America's Debt is worse than Greece
America's Ticking Debt Bomb: Like Greece, "Only Worse," Pento Says
Posted Jun 24, 2010 08:58am EDT
America's debt bomb is ticking and is likely to detonate in five years or less, says Michael Pento, senior market strategist at Delta Global Advisors.
"It could be much sooner when we hit the debt wall," Pento says. "My opinion doesn't matter: Math tells me we're in a serious problem."
The math Pento refers to is the Treasury Department's recent estimate that total
U.S. debt will top $13.6 trillion this year and rise to 102% of GDP by 2015. Moreover, the publicly traded debt (debt excluding intra-governmental obligations) will rise to $14 trillion by 2015, up from "just" $7.5 trillion in 2009.
At $14 trillion, the interest payments on the public debt will total about $1 trillion in 2015, he continues; even assuming solid growth and low inflation, that would equal about 30% of total government revenue. "What do you think that does to our bond market?," Pento wonders. "It leads to a dollar crisis and a bond market crisis. That's why gold refuses to go down. "
Demand for U.S. Treasuries and the dollar currently remain high, especially in the wake of the euro's slow-motion implosion. Pento admits timing this debt crisis is difficult but predicts we'll be "like Greece, but worse," in four years or less, unless we make a sudden turn toward austerity. "When we hit the debt wall it's going to be extremely pernicious, and quickly."
The only way to avoid this catastrophe, Pento says, is to "rip off the Band-Aid" and cut government spending dramatically. (Unlike Europe, he says we should cut taxes, rather than raise them.)
"You're going to have your recession/depression in the short term but on the other side of that you're going to have a viable currency a viable bond market and a viable economy," he says.
In other words: rather than continuing to kick the can down the road, Pento says we should trade short-term pain for long-term gain.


- **Task requirements**
From the data, copy out every line in which the word "plan" appears.

Extracted records
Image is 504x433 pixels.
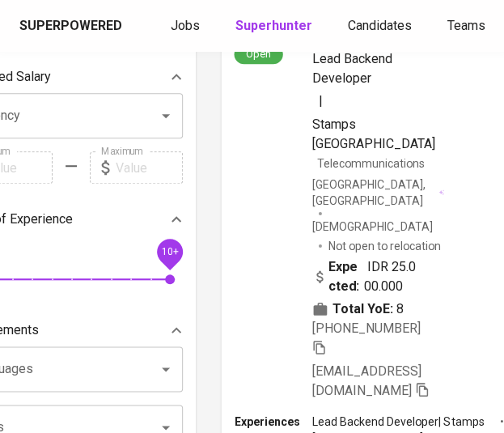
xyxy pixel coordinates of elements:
span: Teams [447,18,485,33]
button: Open [154,358,177,381]
b: Expected: [328,256,364,295]
span: [DEMOGRAPHIC_DATA] [312,217,436,234]
span: Jobs [170,18,200,33]
b: Superhunter [235,18,312,33]
span: Open [240,46,278,59]
span: Lead Backend Developer [312,51,392,85]
a: Candidates [348,16,415,36]
p: Experiences [234,413,311,429]
div: Superpowered [20,17,122,35]
b: Total YoE: [333,298,393,318]
span: Stamps [GEOGRAPHIC_DATA] [312,115,436,151]
span: 10+ [161,246,178,257]
a: Teams [447,16,489,36]
span: [EMAIL_ADDRESS][DOMAIN_NAME] [312,362,421,398]
span: Candidates [348,18,412,33]
span: [PHONE_NUMBER] [312,320,421,335]
a: Superhunter [235,16,316,36]
p: Not open to relocation [328,237,441,253]
span: 8 [397,298,404,318]
a: Jobs [170,16,203,36]
a: Superpowered [20,17,125,35]
button: Open [154,105,177,127]
div: IDR 25.000.000 [312,256,418,295]
span: Telecommunications [317,156,425,169]
input: Value [115,152,183,184]
div: [GEOGRAPHIC_DATA], [GEOGRAPHIC_DATA] [312,176,445,208]
span: | [319,91,323,111]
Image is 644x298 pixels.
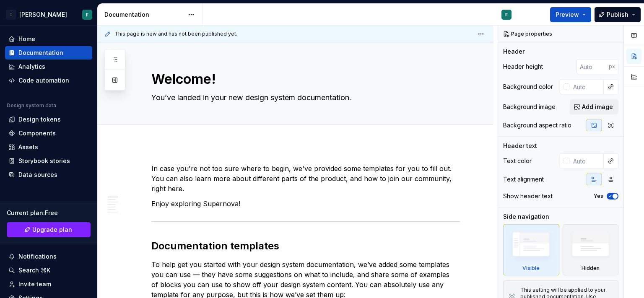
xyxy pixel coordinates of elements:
textarea: You’ve landed in your new design system documentation. [150,91,458,104]
p: Enjoy exploring Supernova! [151,199,460,208]
div: Code automation [19,77,69,85]
button: Upgrade plan [7,222,90,237]
input: Auto [570,153,603,169]
div: Text color [503,157,532,165]
div: Header [503,47,524,55]
div: Storybook stories [19,157,70,165]
div: Current plan : Free [7,208,90,217]
textarea: Welcome! [150,69,458,90]
a: Documentation [5,46,92,59]
div: Home [19,35,35,43]
div: Visible [503,224,559,275]
p: px [609,64,615,70]
div: Show header text [503,192,553,200]
div: Hidden [563,224,619,275]
a: Analytics [5,60,92,73]
a: Storybook stories [5,154,92,168]
div: Data sources [19,171,58,179]
a: Data sources [5,168,92,182]
span: Add image [582,103,613,111]
div: Design system data [7,103,56,109]
a: Code automation [5,74,92,87]
span: Upgrade plan [33,226,72,234]
span: This page is new and has not been published yet. [115,31,237,37]
div: [PERSON_NAME] [20,11,67,19]
div: Background color [503,82,553,91]
button: Notifications [5,250,92,263]
div: F [86,11,89,18]
div: Hidden [581,265,599,272]
button: Search ⌘K [5,264,92,277]
div: I [6,10,16,20]
div: Notifications [19,252,57,261]
button: Preview [550,7,591,22]
div: Analytics [19,63,46,71]
div: Visible [522,265,540,272]
a: Home [5,33,92,46]
div: Background aspect ratio [503,121,572,129]
a: Components [5,126,92,140]
span: Preview [555,11,579,19]
div: Design tokens [19,116,61,124]
div: Components [19,129,55,138]
h2: Documentation templates [151,239,460,252]
div: Documentation [19,49,64,57]
button: Publish [594,7,641,22]
div: Header height [503,63,543,71]
div: Header text [503,142,537,150]
div: Background image [503,103,555,111]
div: Search ⌘K [19,266,50,274]
span: Publish [607,11,629,19]
p: In case you're not too sure where to begin, we've provided some templates for you to fill out. Yo... [151,164,460,194]
div: Assets [19,143,38,151]
input: Auto [576,59,609,74]
div: Side navigation [503,213,549,221]
button: I[PERSON_NAME]F [2,6,95,24]
div: Invite team [19,280,51,288]
a: Design tokens [5,112,92,126]
a: Assets [5,140,92,154]
div: F [505,11,507,18]
div: Documentation [104,11,184,19]
div: Text alignment [503,175,544,184]
button: Add image [570,99,618,115]
a: Invite team [5,278,92,291]
input: Auto [570,79,603,94]
label: Yes [594,193,603,199]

- **Result of this exercise**
button: Upgrade plan [7,222,90,237]
div: Current plan : Free [7,208,90,217]
span: Upgrade plan [33,226,72,234]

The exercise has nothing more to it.